Book + Beverage: Craig Childs’ Night-Sky Quest Meets a Local Agave Sip

THE BOOK

The Wild Dark: Finding the Night Sky in the Age of Light
By Craig Childs


Bestselling author Craig Childs lives off-grid in Western Colorado. His newest book delves into the diminishing darkness of our night skies, exploring human history of gazing skyward and finding meaning — not to mention beauty.

Yet today, because of light pollution, only 20% of people on Earth can see the Milky Way.

Childs delivers a dazzlingly tragic image of ourselves — a people so in love with light we’re killing the dark.

Childs reminds us that all living beings exhibit positive phototaxis, the natural movement of an organism toward light. 

”Everything from lizards to insects to plants to manta rays to plankton to humans are drawn to the light,” he says. “Birds wheel toward any city, spinning over spotlights and street lamps as if the maps in their almond-sized brains can’t stop saying, turn left, turn left, turn left.” 

This kind of imagistic writing that has me returning to Childs’ books. These are campfire stories — infused with flesh and blood language sparking against the night. It’s science writing at its best.

Especially keen is his olfactory perceptions. One day the air "smells like cold herbarium,” another like “a freshly minted coin.” Old cow dung smells like “burning grass,” fallen leaves like “rotting citrus” and a hot can of beer smells like "the underside of a hay pile.” 

Language-loving poets, wildlife adventurers, scientists and nature lovers of all kinds are drawn to Childs’ books. We know we won’t get detached reportage, but a living, breathing science. 

“Light is hungry and has to be told to stop,” Childs tells us. 

Equipped with a hand-held device which measures ambient light from the night sky, Childs travels from Vegas to the depths of the desert. The idea is to go from a Bortle 9 to a Bortle 1 reading on the scale. To travel this distance by car would take a mere few hours, which would defeat the purpose of measuring gradual darkness, so Childs and his companion ride bicycles from the Strip to the heart of the desert, a grueling journey of about eight days. 

We’re also taken backward in time — to the Desert Archaic cultures to the people of the Pleistocene to a contemporary homeless guy on a back road to the dried-out shell of a desert tortoise — all of whom have lived under the same skies. The night sky, Childs tell us, is a birthright. 

It’s a journey well worth taking and one brimming with hope. One of the researchers Childs interviews tells him, “Unlike many environmental dilemmas we face … the problem of artificial light is a relatively simple fix. It is a pollution that vanishes with the flip of a switch.” 

At the heart of this rich and surprising book is a way forward, a reminder of our shared humanity, the pleasure of the well-turned phrase — and a mirror as big as the moon.

THE BEVERAGE

Telluride Distilling Agave

Craig Childs himself recommends pairing The Wild Dark with a potent glass of tequila.

We recommend Telluride Distillery’s Agave, perfect as a sipper and delightful as a mixer. Sourced from a raw, organic agave from Jalisco, Mexico, terpenes are added for flavor and aroma. The distillers boast their tequila is aged in medium char oak, producing a slightly sweet, herbaceous flavor.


EXERCISE OBJECTIVE: Copy each line of the entries that includes the word "Format".

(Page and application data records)
§ §
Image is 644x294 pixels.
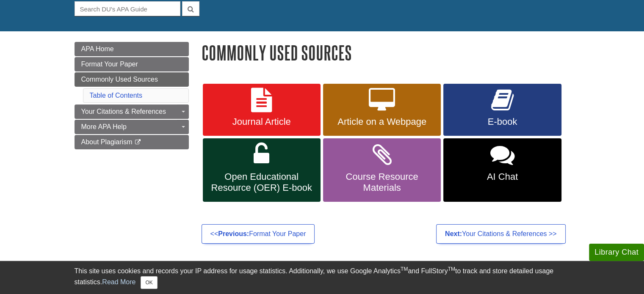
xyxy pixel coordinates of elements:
[201,224,315,244] a: <<Previous:Format Your Paper
[201,42,570,63] h1: Commonly Used Sources
[75,42,189,149] div: Guide Page Menu
[140,276,157,289] button: Close
[75,104,189,119] a: Your Citations & References
[589,244,644,261] button: Library Chat
[81,76,158,83] span: Commonly Used Sources
[75,73,189,87] a: Commonly Used Sources
[450,116,555,127] span: E-book
[218,230,249,237] strong: Previous:
[134,140,141,145] i: This link opens in a new window
[90,92,142,99] a: Table of Contents
[75,42,189,56] a: APA Home
[209,171,314,193] span: Open Educational Resource (OER) E-book
[445,230,462,237] strong: Next:
[443,84,561,136] a: E-book
[450,171,555,182] span: AI Chat
[102,278,135,285] a: Read More
[400,266,408,272] sup: TM
[323,84,441,136] a: Article on a Webpage
[329,116,434,127] span: Article on a Webpage
[443,139,561,202] a: AI Chat
[75,1,180,16] input: Search DU's APA Guide
[209,116,314,127] span: Journal Article
[81,61,138,68] span: Format Your Paper
[448,266,455,272] sup: TM
[75,135,189,149] a: About Plagiarism
[81,139,133,146] span: About Plagiarism
[81,123,127,130] span: More APA Help
[203,84,321,136] a: Journal Article
[323,139,441,202] a: Course Resource Materials
[203,139,321,202] a: Open Educational Resource (OER) E-book
[81,45,114,53] span: APA Home
[329,171,434,193] span: Course Resource Materials
[81,108,166,115] span: Your Citations & References
[436,224,565,244] a: Next:Your Citations & References >>
[75,120,189,134] a: More APA Help
[75,57,189,71] a: Format Your Paper
[75,266,570,289] div: This site uses cookies and records your IP address for usage statistics. Additionally, we use Goo...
§ §
EXERCISE SOLUTION:
[201,224,315,244] a: <<Previous:Format Your Paper
[81,61,138,68] span: Format Your Paper
[75,57,189,71] a: Format Your Paper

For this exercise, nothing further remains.